Pubdate: Fri, 14 Dec 2001
Source: Age, The (Australia)
Copyright: 2001 The Age Company Ltd
Contact:  http://www.theage.com.au/
Details: http://www.mapinc.org/media/5
Author: Rod McGuirk

MAN CAUGHT WITH DRUG THE DAY IT IS OUTLAWED

A Darwin man who was caught with the anaesthetic ketamine on the day the 
Northern Territory parliament outlawed it as a dangerous drug was sentenced 
today to two years' jail.

Ketamine mixed with amphetamine is a relatively new hallucinogenic party 
drug known as KitKat and Special K.

The parliament added ketamine to Schedule Two drugs on December 14 last 
year - the day police raided Emmanuel Iraklis Hatzigeorgiou's unit in 
suburban Nightcliff.

Hatizigeorgiou, 24, was sentenced in the NT Supreme Court today after 
pleading guilty to possessing a commercial quantity of ketamine (13.4g) and 
a trafficable quantity of methylamphetamine (3.4g), or speed.

Defence counsel Phil Cantrill said the Territory designation of 0.1g as a 
commercial quantity of ketamine was barely a dose.

It was extraordinarily low compared with amounts set in other States, Mr 
Cantrill said.

Including ketamine as a Schedule Two drug was a mistake since a similar 
drug PCP - also known as Angel Dust - was categorised as a less dangerous 
Schedule One drug, he said.

Justice David Angel described the different categories for ketamine and PCP 
as remarkable and incongruous.

But he did not accept that it was an error.

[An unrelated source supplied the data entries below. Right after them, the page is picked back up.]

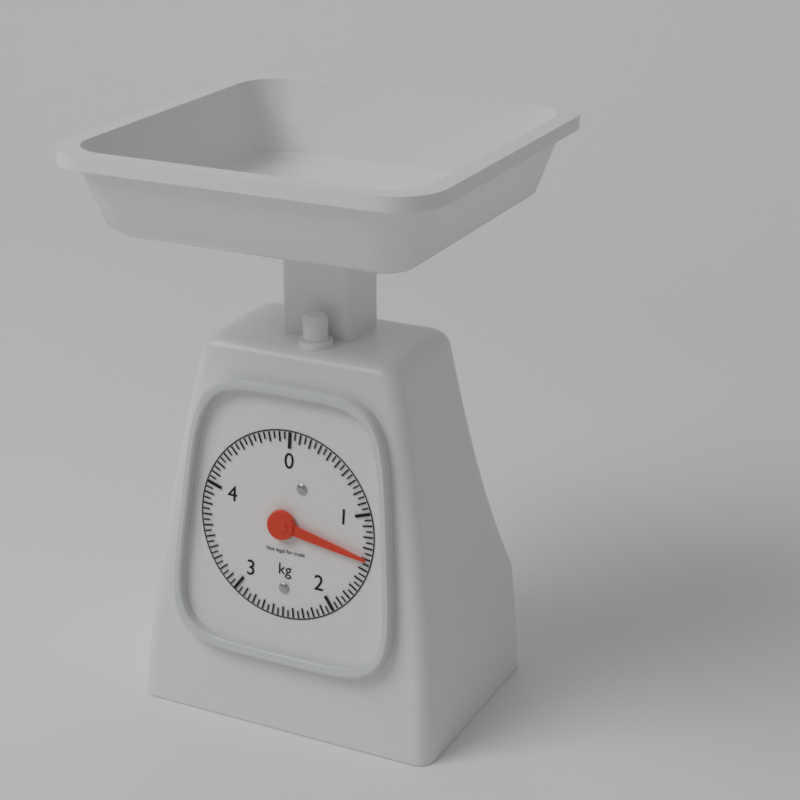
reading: 1.40 kg
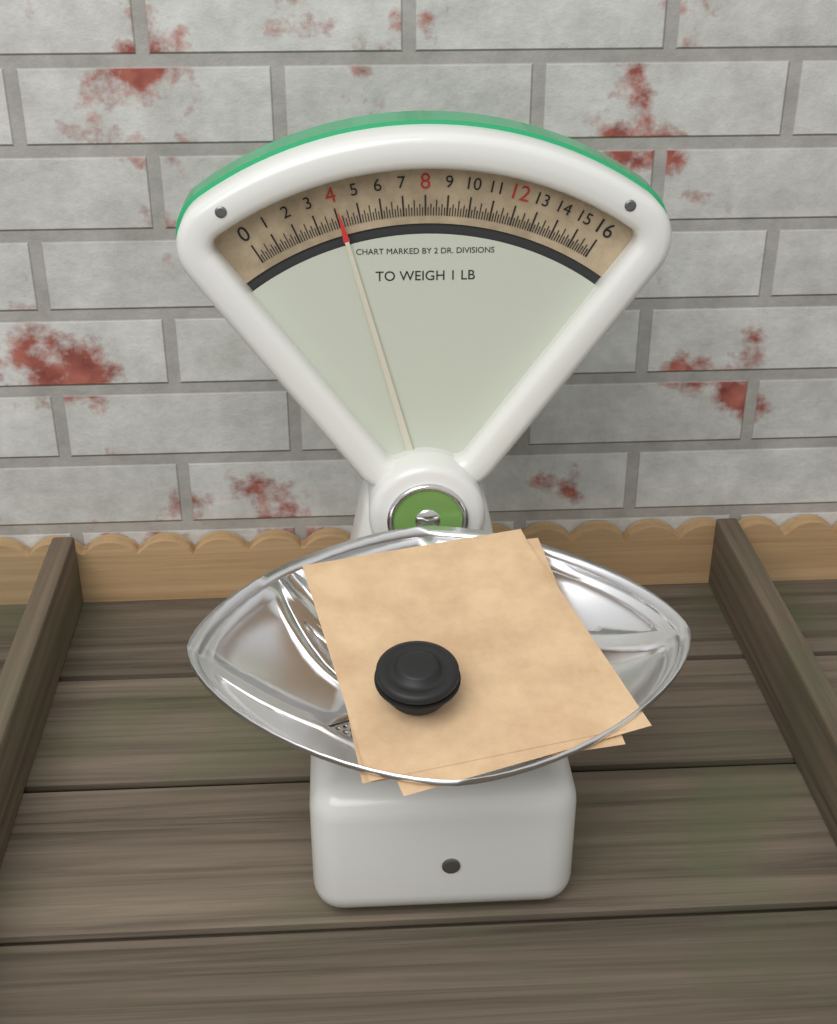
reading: 4.125 oz
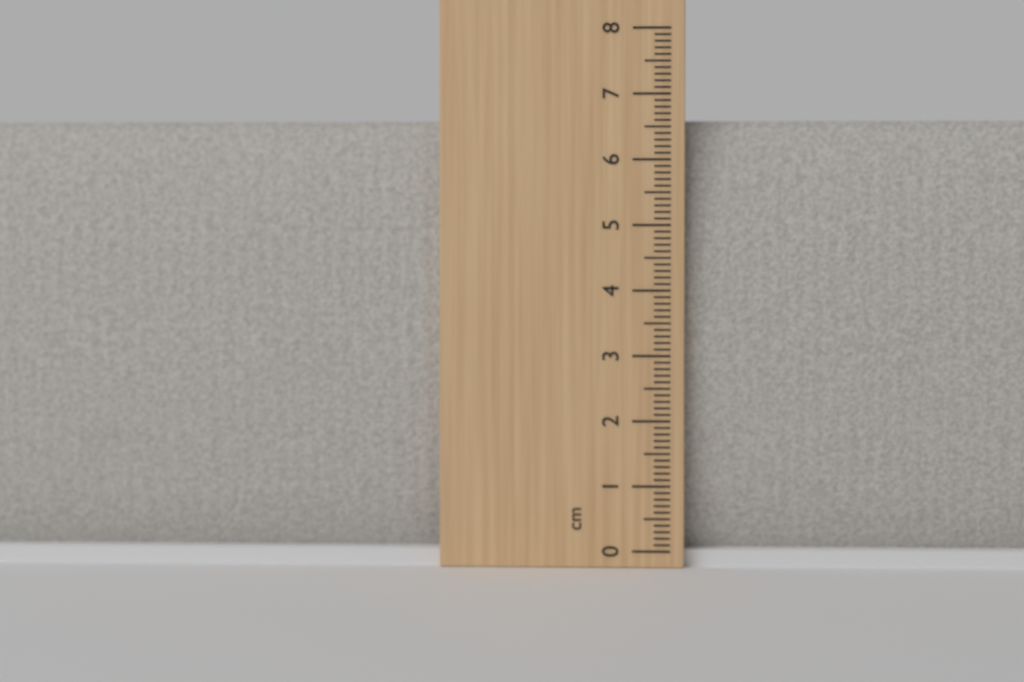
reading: 6.6 cm
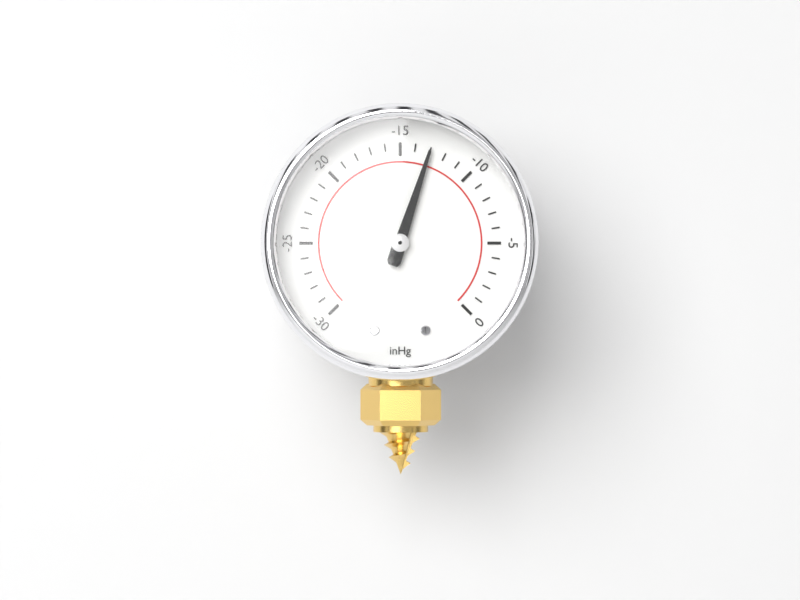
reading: -13 inHg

Justice Angel accepted that the quantity of ketamine Hatizigeorgiou had was 
for personal use.

But the judge rejected his submission that he thought the ketamine was 
amphetamine.

Justice Angel sentenced Hatizigeorgiou to 18 months for the ketamine and 
six months for the amphetamine.

The sentence is suspended after serving three months.

The judge accepted that ketamine was legal in some states and illegal in others.